A VPN is not a replacement for the core security practices described in this guide it won’t protect you from phishing, SIM swaps, or seed phrase theft. But it’s a useful layer of protection when accessing crypto accounts on networks you don’t fully control, like coffee shop or hotel Wi-Fi. Public networks can be monitored. A VPN encrypts your traffic so the network operator can’t see your activity. For crypto specifically, use a paid, reputable VPN provider free VPNs have a documented history of logging and selling user data.
Based on FBI and FTC data: investment scams (including pig butchering schemes) account for the largest dollar losses. Phishing entering credentials or seed phrases on fake websites is the most frequent attack type. SIM swap attacks cause the most damage per incident among individuals. And a significant minority of losses come from people simply losing access to their own wallets by misplacing or not backing up their seed phrase.
Crypto security isn’t complicated once you understand the framework.

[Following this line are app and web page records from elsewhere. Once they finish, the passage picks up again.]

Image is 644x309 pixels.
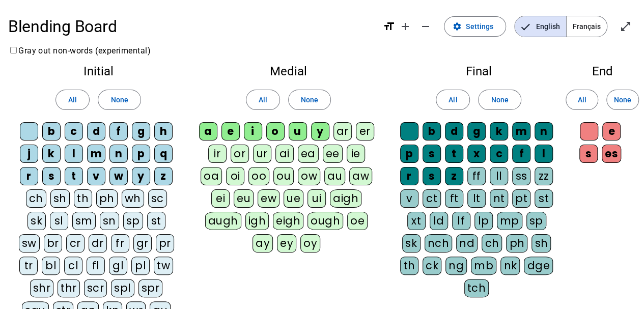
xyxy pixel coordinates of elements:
[419,20,432,32] mat-icon: remove
[138,279,163,297] div: spr
[8,46,151,56] label: Gray out non-words (experimental)
[383,20,395,32] mat-icon: format_size
[422,145,441,163] div: s
[422,167,441,186] div: s
[478,90,521,110] button: None
[308,212,343,230] div: ough
[448,94,457,106] span: All
[249,167,269,186] div: oo
[19,256,38,275] div: tr
[401,190,419,208] div: v
[445,167,463,186] div: z
[401,167,419,186] div: r
[301,235,320,253] div: oy
[288,90,331,110] button: None
[524,256,553,275] div: dge
[10,47,17,54] input: Gray out non-words (experimental)
[425,235,453,253] div: nch
[43,145,61,163] div: k
[395,17,415,37] button: Increase font size
[566,90,599,110] button: All
[490,122,508,141] div: k
[154,145,173,163] div: q
[464,279,489,297] div: tch
[109,122,128,141] div: f
[535,122,553,141] div: n
[205,212,242,230] div: augh
[69,94,77,106] span: All
[422,256,441,275] div: ck
[298,167,320,186] div: ow
[74,190,92,208] div: th
[66,235,84,253] div: cr
[445,256,467,275] div: ng
[43,167,61,186] div: s
[515,17,567,37] span: English
[422,190,441,208] div: ct
[512,190,531,208] div: pt
[44,235,62,253] div: br
[603,122,621,141] div: e
[8,10,375,43] h1: Blending Board
[347,145,365,163] div: ie
[497,212,522,230] div: mp
[347,212,367,230] div: oe
[234,190,253,208] div: eu
[226,167,245,186] div: oi
[222,122,240,141] div: e
[408,212,426,230] div: xt
[311,122,330,141] div: y
[467,145,486,163] div: x
[535,145,553,163] div: l
[452,212,471,230] div: lf
[147,212,165,230] div: st
[490,190,508,208] div: nt
[535,190,553,208] div: st
[42,256,60,275] div: bl
[401,145,419,163] div: p
[87,167,105,186] div: v
[397,65,561,77] h2: Final
[258,190,279,208] div: ew
[56,90,90,110] button: All
[500,256,520,275] div: nk
[471,256,496,275] div: mb
[532,235,551,253] div: sh
[456,235,478,253] div: nd
[109,256,128,275] div: gl
[580,145,598,163] div: s
[422,122,441,141] div: b
[474,212,493,230] div: lp
[430,212,448,230] div: ld
[64,145,83,163] div: l
[64,256,83,275] div: cl
[20,145,38,163] div: j
[614,94,632,106] span: None
[298,145,319,163] div: ea
[402,235,421,253] div: sk
[301,94,318,106] span: None
[17,65,180,77] h2: Initial
[148,190,167,208] div: sc
[109,167,128,186] div: w
[602,145,622,163] div: es
[20,167,38,186] div: r
[490,145,508,163] div: c
[57,279,80,297] div: thr
[64,122,83,141] div: c
[43,122,61,141] div: b
[244,122,262,141] div: i
[308,190,326,208] div: ui
[50,190,70,208] div: sh
[356,122,375,141] div: er
[436,90,470,110] button: All
[466,20,493,32] span: Settings
[154,122,173,141] div: h
[526,212,547,230] div: sp
[399,20,412,32] mat-icon: add
[467,122,486,141] div: g
[578,94,586,106] span: All
[330,190,362,208] div: aigh
[154,256,173,275] div: tw
[445,145,463,163] div: t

The rules are actually fewer and cleaner than the security requirements for a traditional bank account. They just require more personal discipline because there’s no institution to catch your mistakes.
Keep your seed phrase offline and backed up. Use a hardware wallet for anything you’re holding long-term. Use an authenticator app not SMS for 2FA. Use a password manager. Lock your SIM card. And maintain a permanent, non-negotiable policy of never entering your seed phrase anywhere, for any reason, regardless of how official or urgent the request appears.
That set of habits, applied consistently, puts you ahead of the vast majority of crypto holders when it comes to protecting what you’ve built.
At CryptosHelm, we’ve reviewed over 100 platforms and spent 15 years in this space. The people we’ve watched lose the most weren’t careless people they were people who got comfortable. Security is a practice, not a one-time setup. Review your setup once a year. Update your passwords. Check that your seed phrase backup is still intact and readable. Stay current on the attack vectors that are active right now.
Your crypto is only as secure as the habits you maintain around it.